Broken Love Story (Love 3)
Page 36
It took me an hour and forty-five minutes to make the two-and-a-half hour drive. When I pulled up, the house was black. I didn’t know if she would answer, didn’t know if she was even up still, but I knew deep in my soul that she needed to know someone cared. Someone was going to hold her hand. She answered after one ring and her voice was much the same as it was two hours ago.
“Open the door,” I tell her, and I disconnect. I stand here waiting to see movement. I don’t at first, and then I hear soft footsteps coming down the stairs. The lock clicks on the front door, and ever so slowly, I see her. Her pink pj top goes off the shoulder with matching pants. Her brown eyes puffy from crying.
“What are you doing here?” she asks me, shocked I’m standing here.
“I figured you needed a friend.” I smile at her, and she doesn’t say anything; she just crushes her face into my chest. My arms go around her, the wetness of her tears soaking through my shirt. I pick her up in my arms and walk inside. Sitting on the couch, I cradle her in my arms, rocking her as she cries.
“I gave him everything,” she says, grabbing my shirt in her tiny hand. “I gave up everything for him,” she says quietly so as not to wake the girls. “My dream job,” she says as her sobs soften and her breathing hiccups. “I was a social worker,” she says with her head tucked into the crook of my neck. “I was going to make a difference, even if only to one child. I was going to do my best to make a difference.” I’m so tempted to kiss her head, so tempted, but I don’t. I just listen to her. “But then I got pregnant with Lizzie. I was so happy, and I didn’t think I could be any more in love with another person in my life. The moment they placed her on my chest was overwhelming; it was everything. Eric was the one to tell me perhaps I should stay home. It would be better for her, so I did it. I left my job, but I got to spend every single day with my girl. Then Daisy came, and it was an overabundance of love. My heart grew tenfold, and I thought I was on top of the world. I thought it just doesn’t get better than this. And then to be told that I just wasn’t that up to par for him.” She stands. “That I was just okay, but Hailey was the one who completed him.” She lifts her head to look at me, and I want to hold her face in my hand and wipe away the tears. I want to bring her lips to mine, but I know I can’t. “I gave him two beautiful girls,” she tells me. “They are so beautiful.”

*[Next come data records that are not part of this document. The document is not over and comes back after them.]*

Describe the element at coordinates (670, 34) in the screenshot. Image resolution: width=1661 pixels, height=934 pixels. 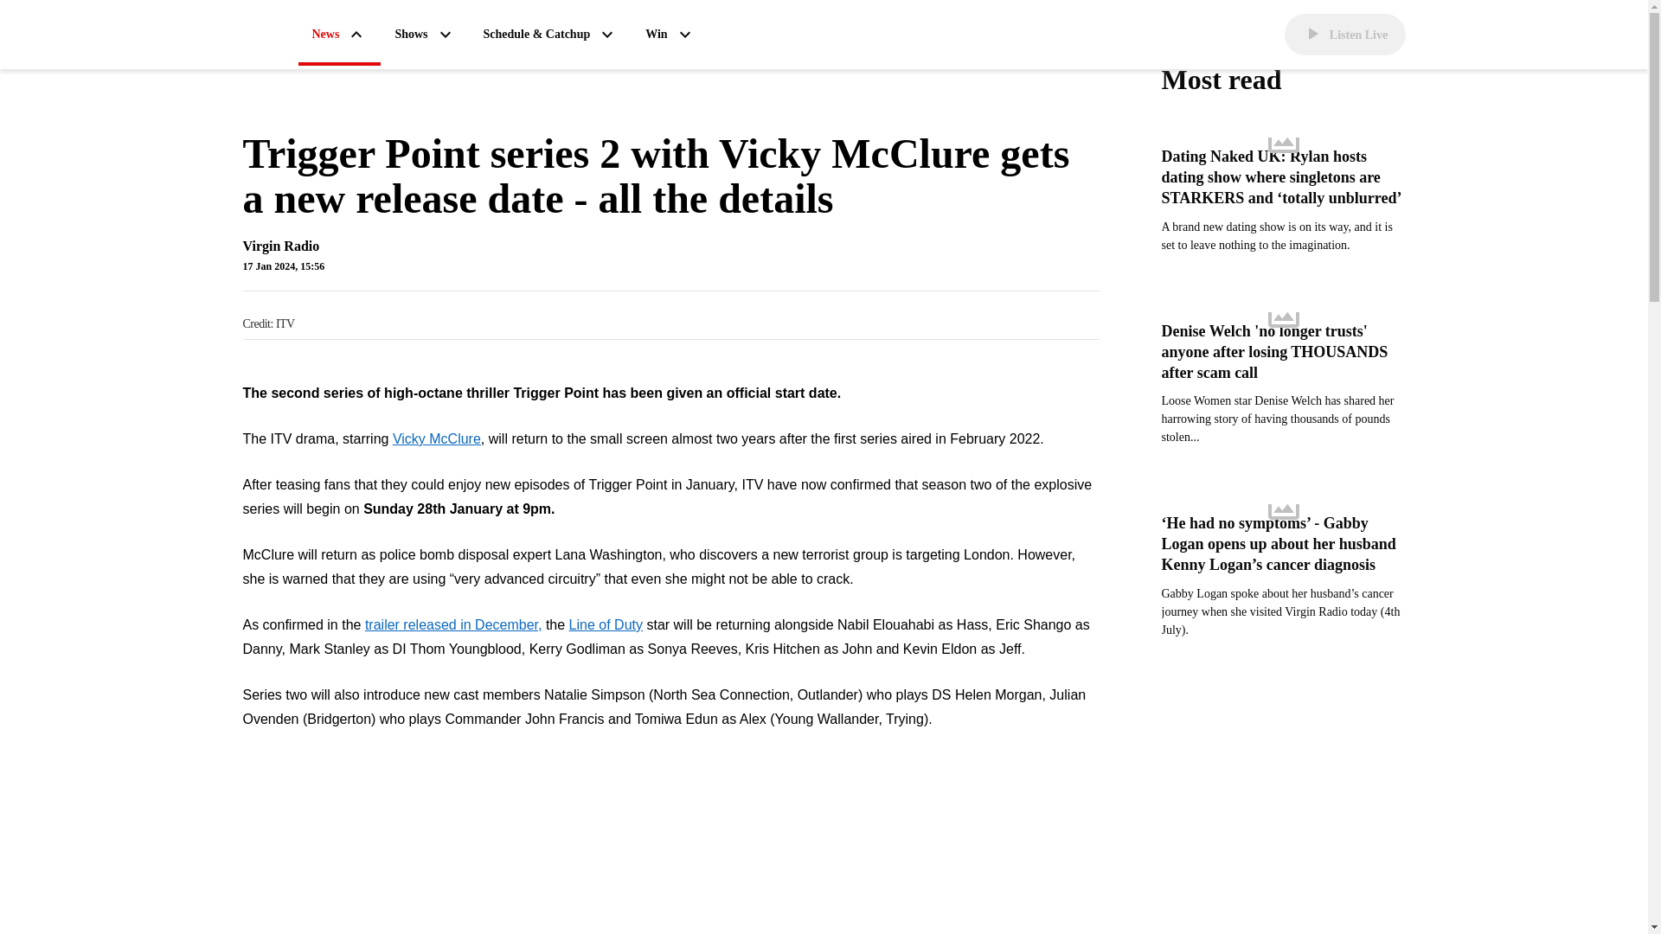
I see `Win` at that location.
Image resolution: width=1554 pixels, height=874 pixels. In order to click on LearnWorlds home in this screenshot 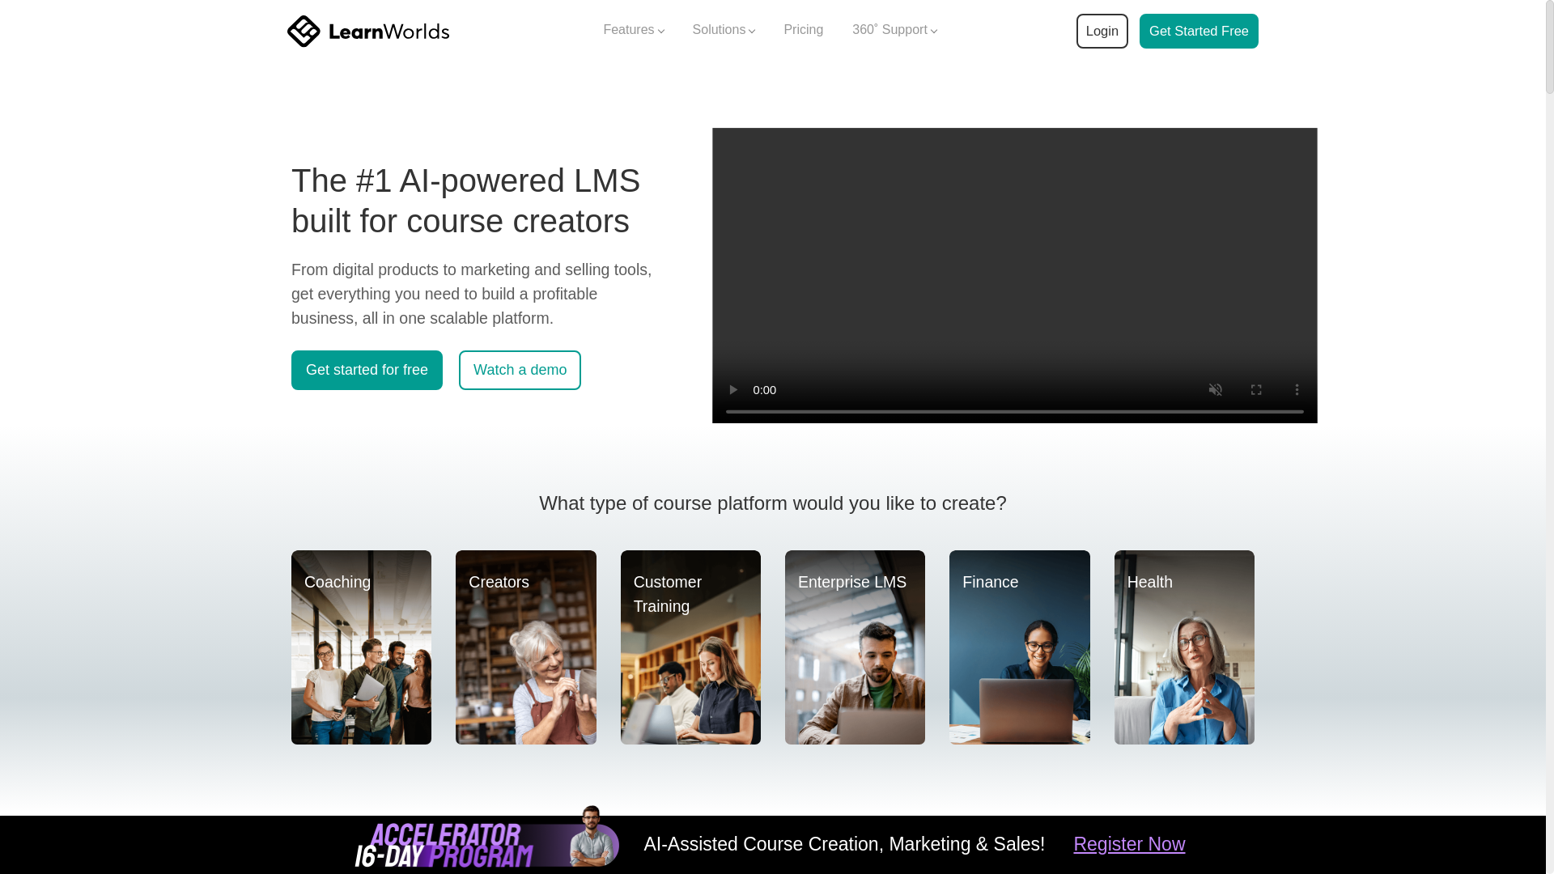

“They are,” I agree with her. “Just like their mom.”
“How didn’t I know?” she asks. She’s looking at me like I have all the answers in the world, but I don’t.
“You trusted him and believed in him. This isn’t on you,” I tell her, my hands itching to touch her.
“I believed him. I believed that he was just as fucking complete as I was. Boy, was I wrong.” She shakes her head, standing in the middle of the huge room. I finally see her with the moonlight streaming in, and her face is fuller. It isn’t sunken in. Her eyes, even though she has been crying, are different.
“When was the last time you looked in the mirror?” I ask her, the question surprising her.
She opens her hands in front of her. “I have no idea.”
“Well, I suggest you do,” I tell her, standing up. “I saw you less than a month ago, and you’ve changed.” She looks at me, not understanding, so I grab her hand in mine. Our fingers fit almost perfectly. I push aside the feeling of her hand in mine and bring her to the kitchen with its sunny paint. I turn on the light and look around. “It was dead before,” I tell her. “The walls were white and dead, and now it’s sunny and full of life.” I release her hand and turn around. “This is your sunshine; you did this, and you did it for your girls.” I take a picture of the three of them with yellow paint on their hands off the fridge. “Look at the girls. You did that, not Eric.” I don’t stop there. I grab her hand and lead her back into the living room. “This,” I tell her, “you’re living, you’re doing what he isn’t. You’re fucking living, and you’re doing it, telling him to fuck off. You’re doing it for your girls; don’t let him win that. Not again.”